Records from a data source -
● ● ● ● ●
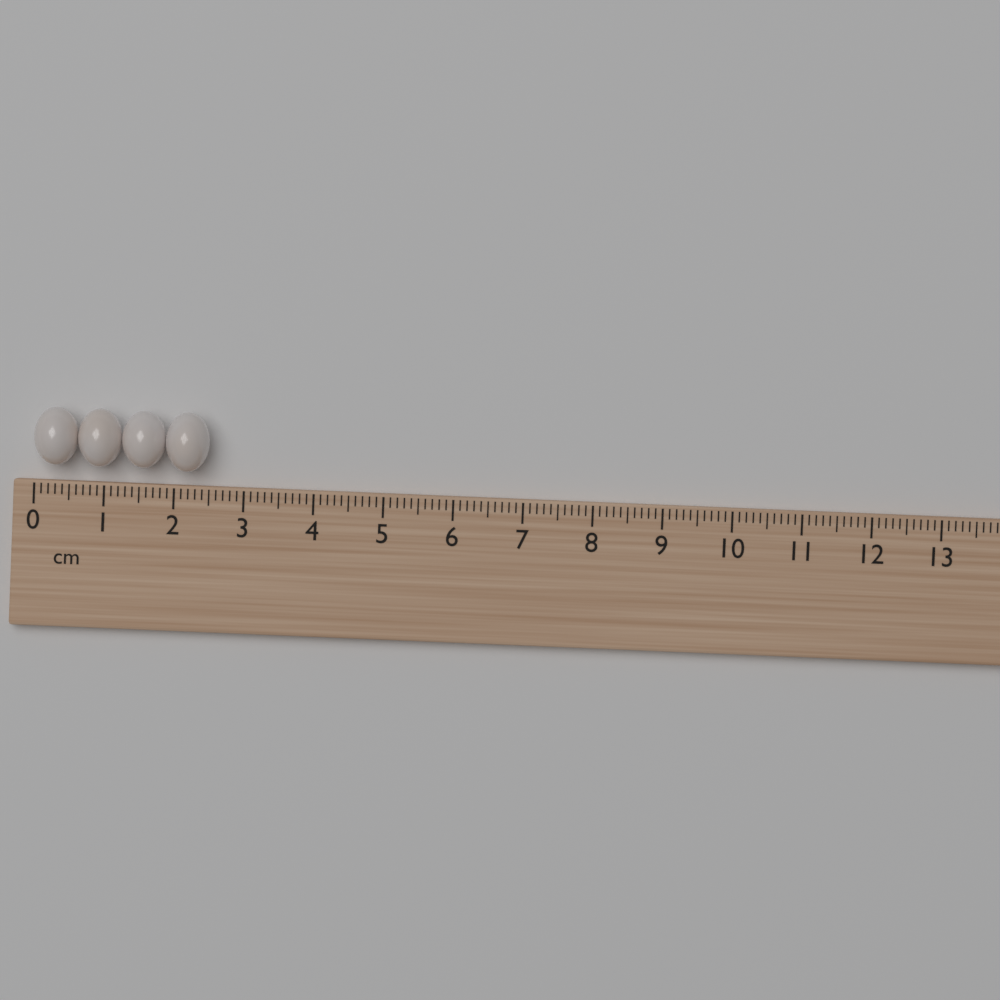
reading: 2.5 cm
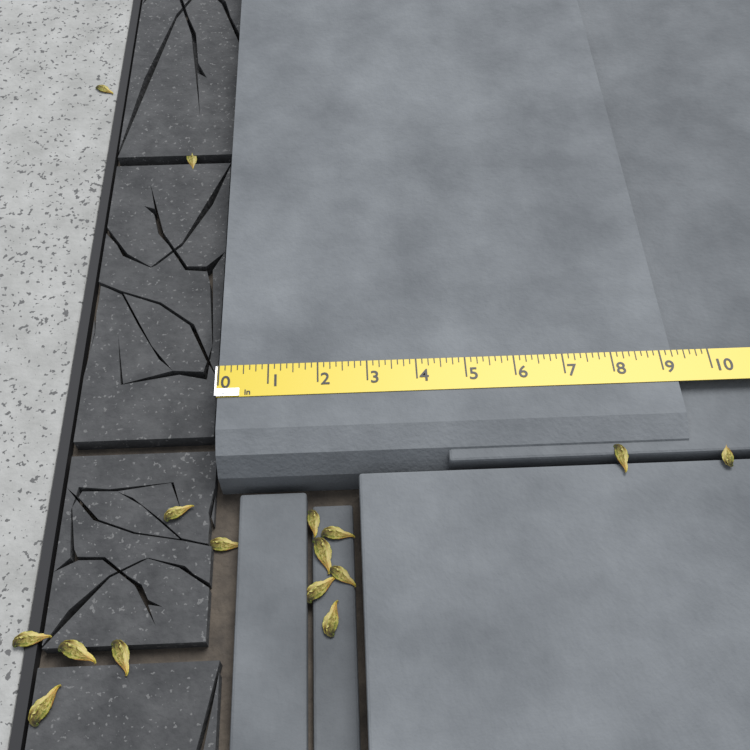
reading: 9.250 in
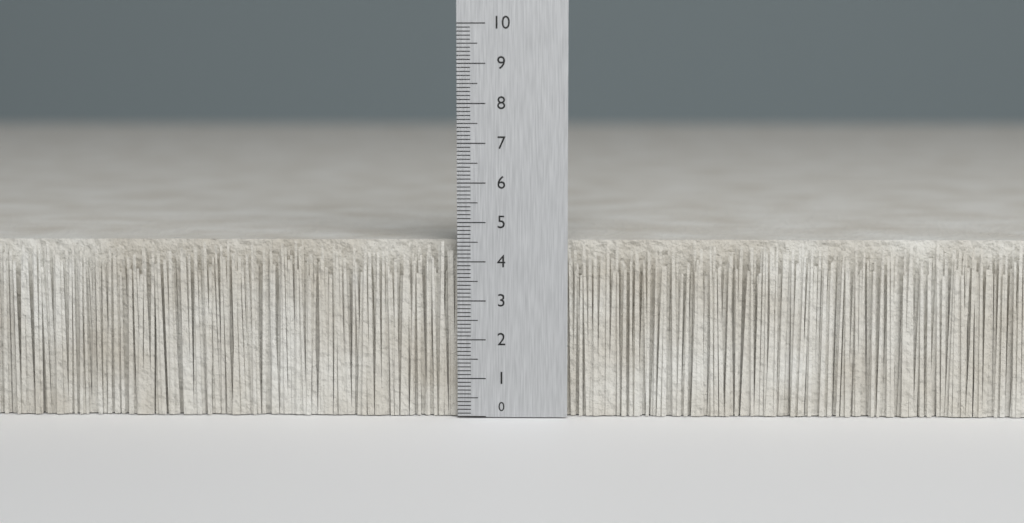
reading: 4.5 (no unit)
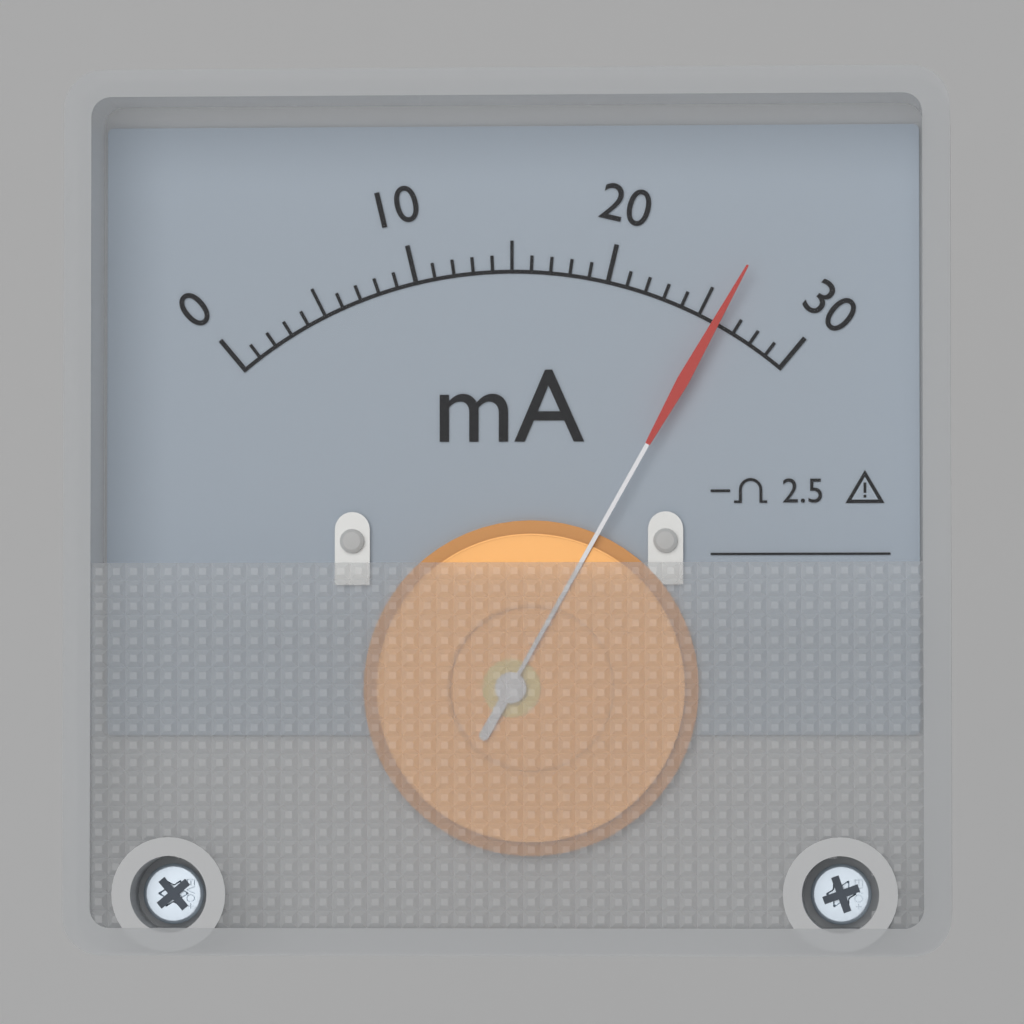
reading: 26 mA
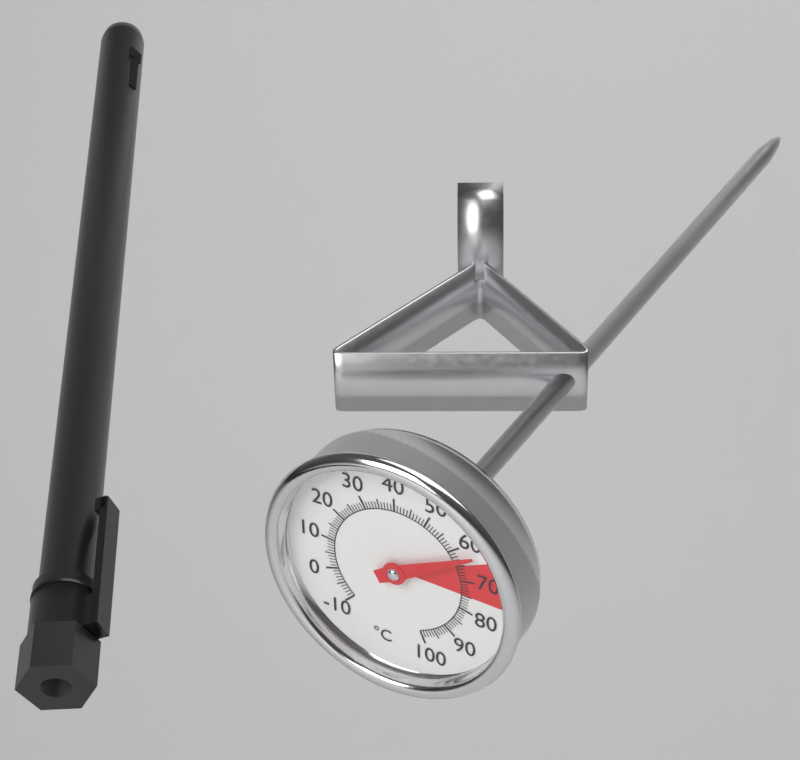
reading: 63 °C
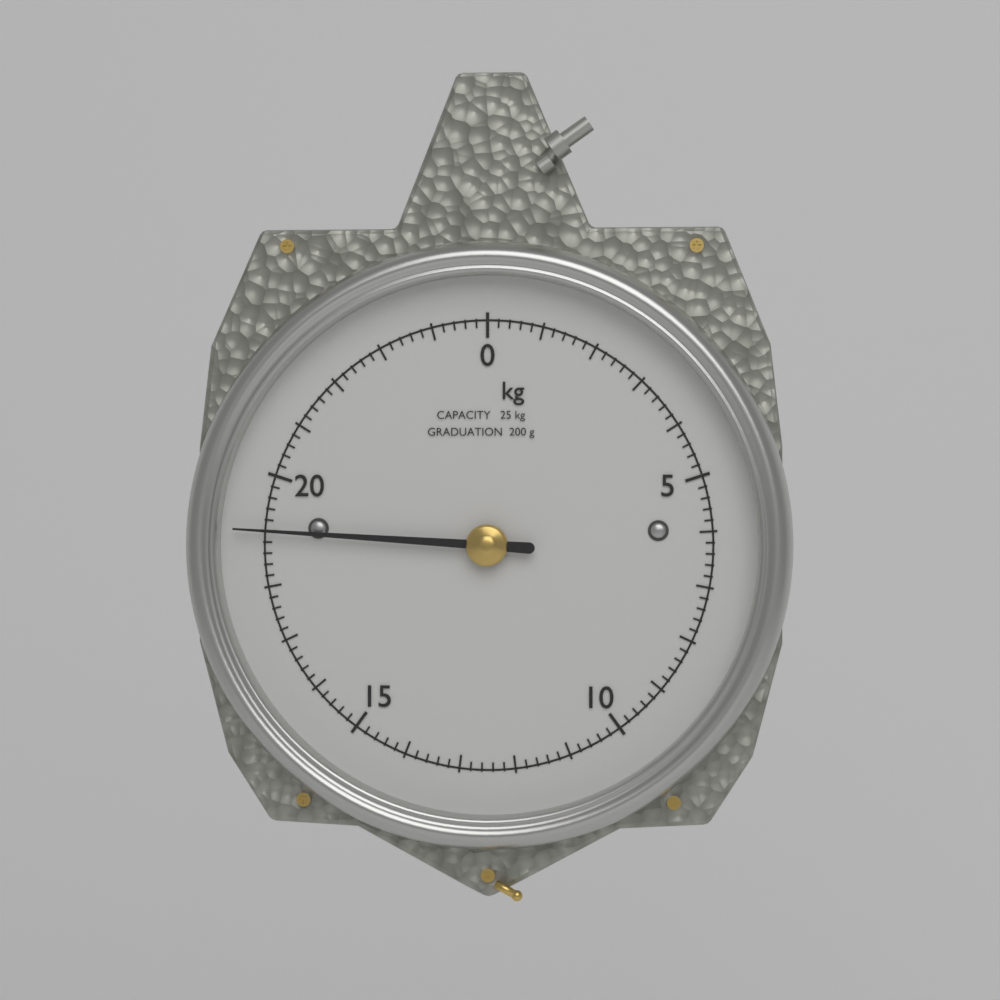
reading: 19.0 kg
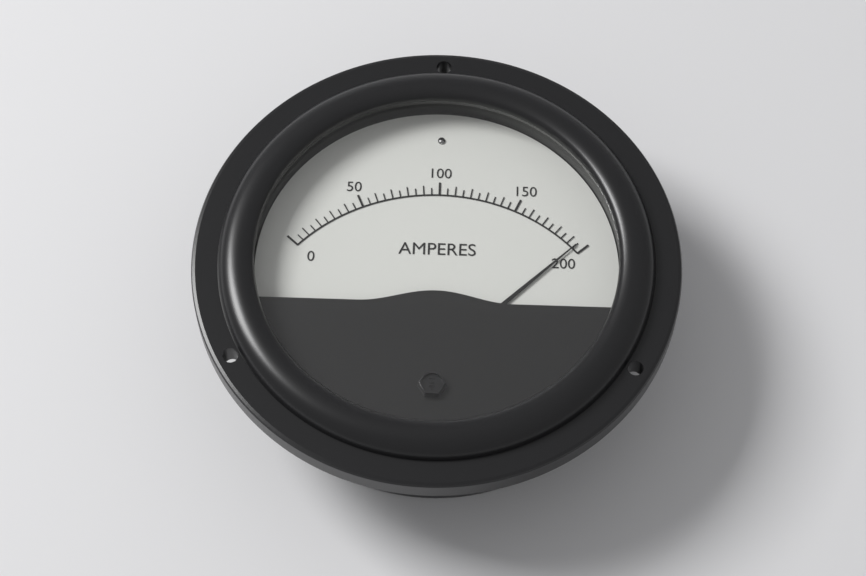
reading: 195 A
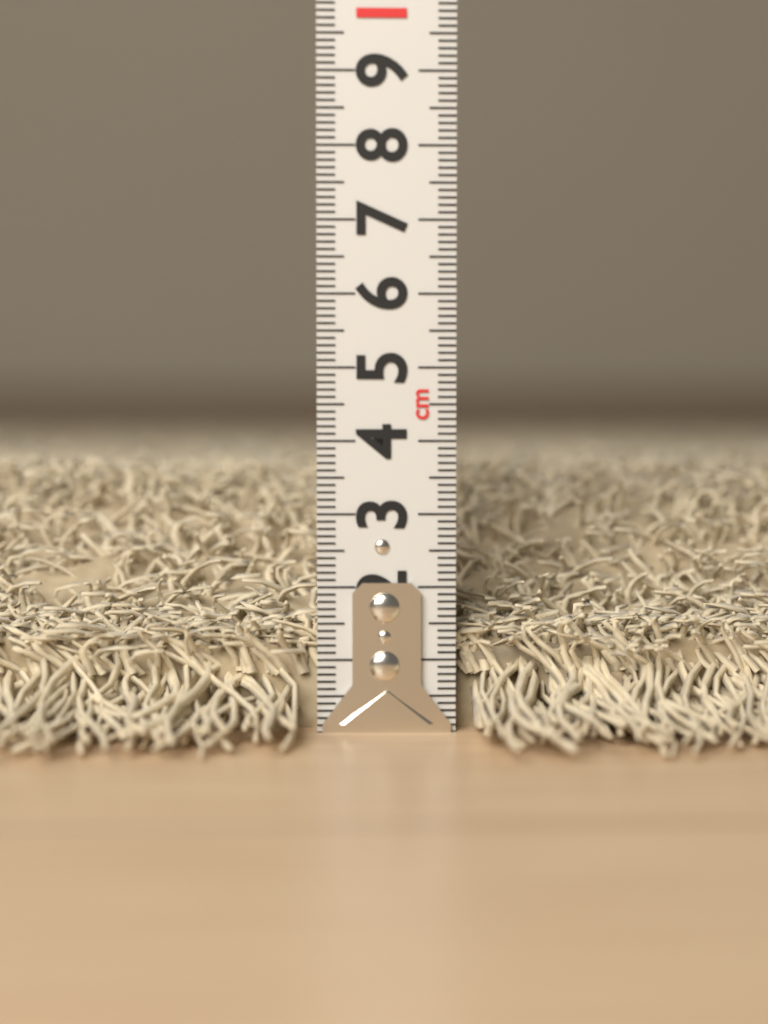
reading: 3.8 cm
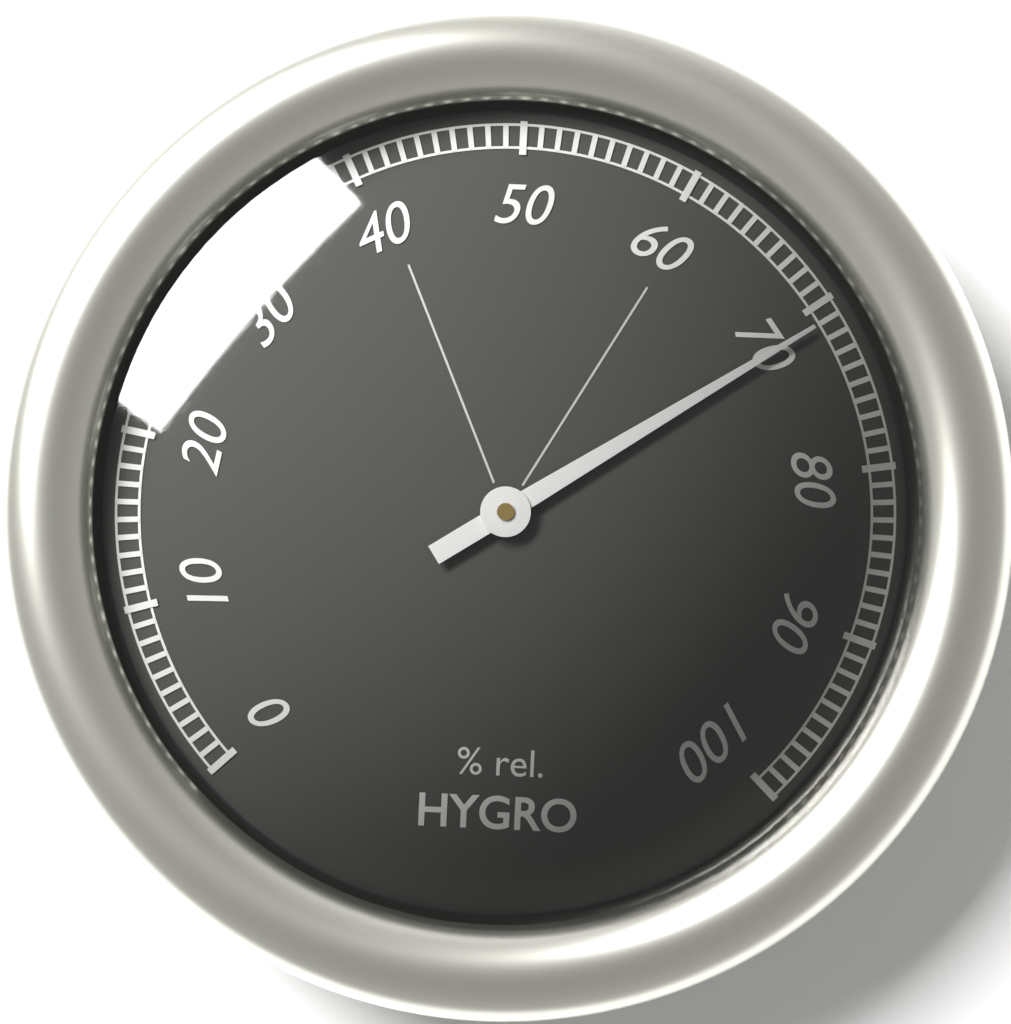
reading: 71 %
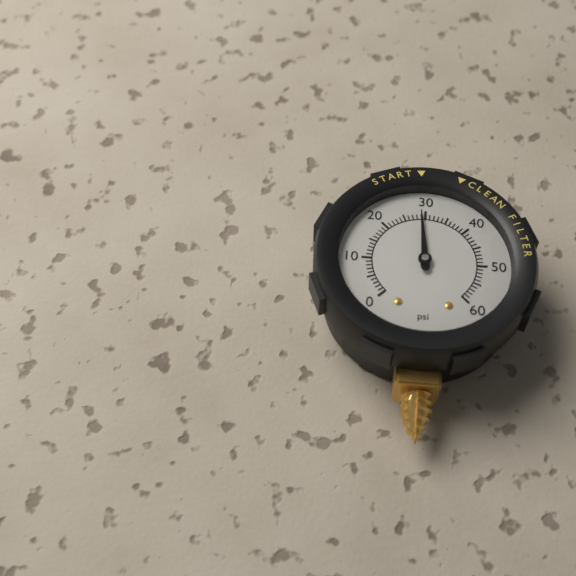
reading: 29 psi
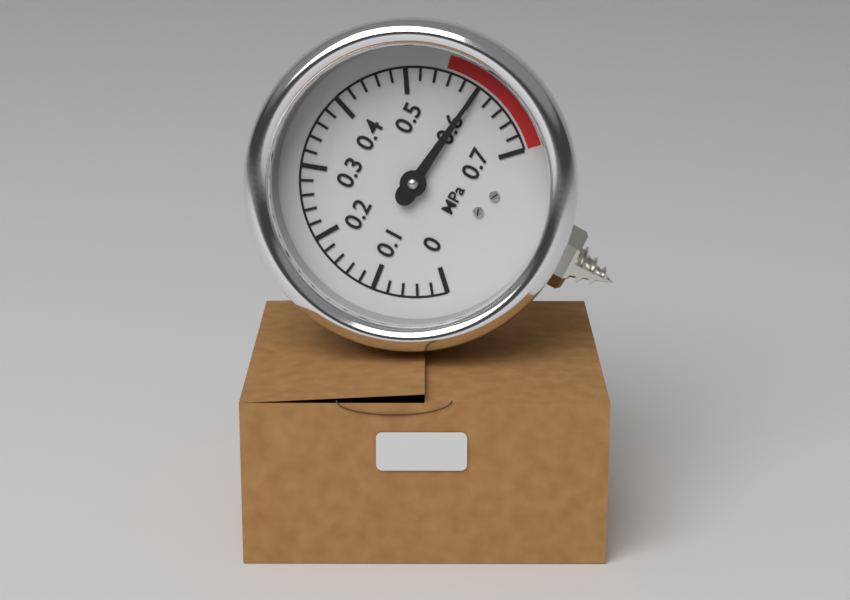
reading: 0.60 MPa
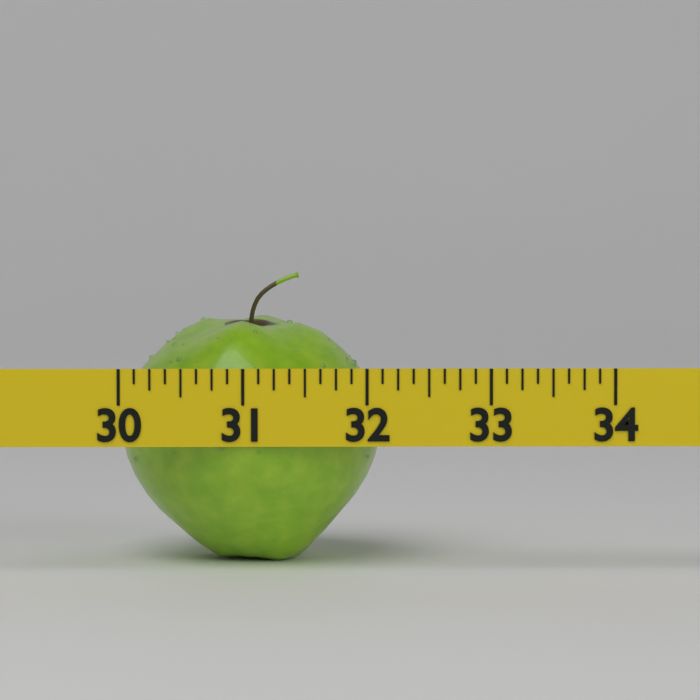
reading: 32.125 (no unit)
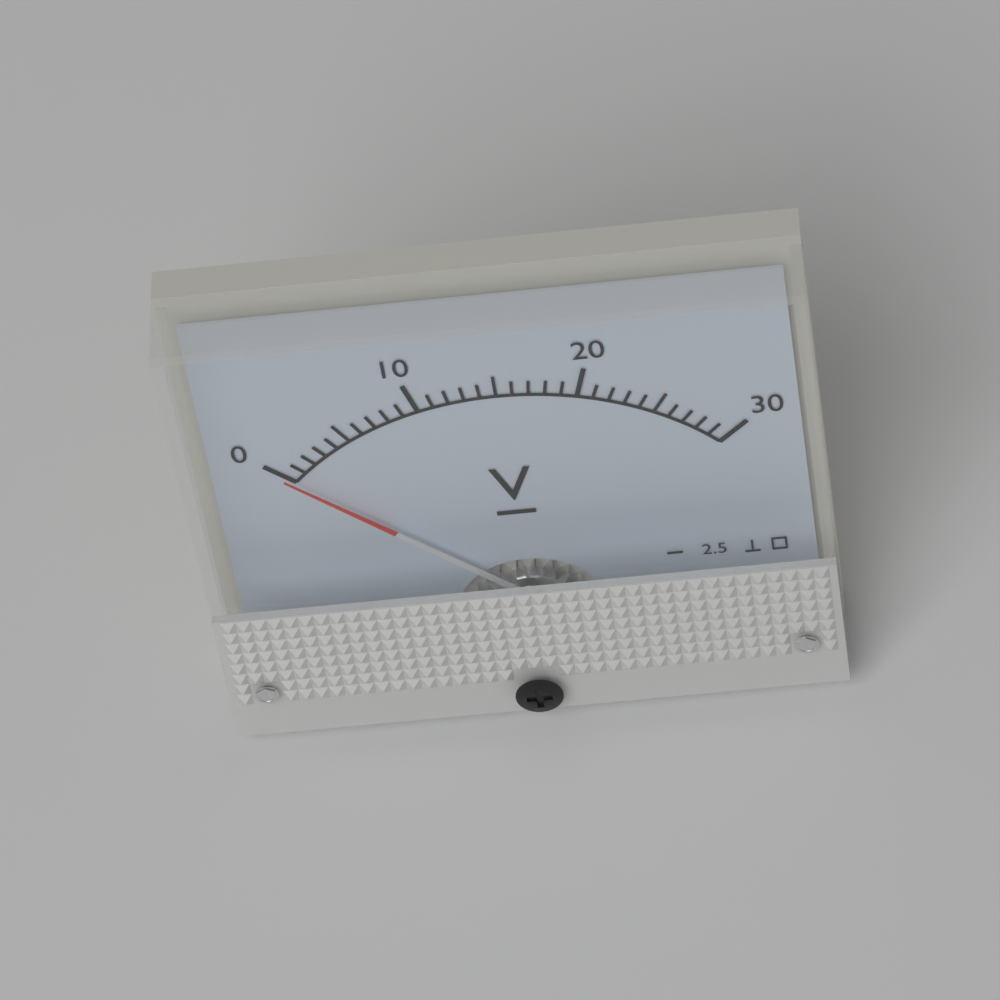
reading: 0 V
● ● ● ● ●
TASK BRIEF - Each entry above is to be restated exactly, without its images.

ANSWER AREA -
reading: 2.5 cm
reading: 9.250 in
reading: 4.5 (no unit)
reading: 26 mA
reading: 63 °C
reading: 19.0 kg
reading: 195 A
reading: 3.8 cm
reading: 71 %
reading: 29 psi
reading: 0.60 MPa
reading: 32.125 (no unit)
reading: 0 V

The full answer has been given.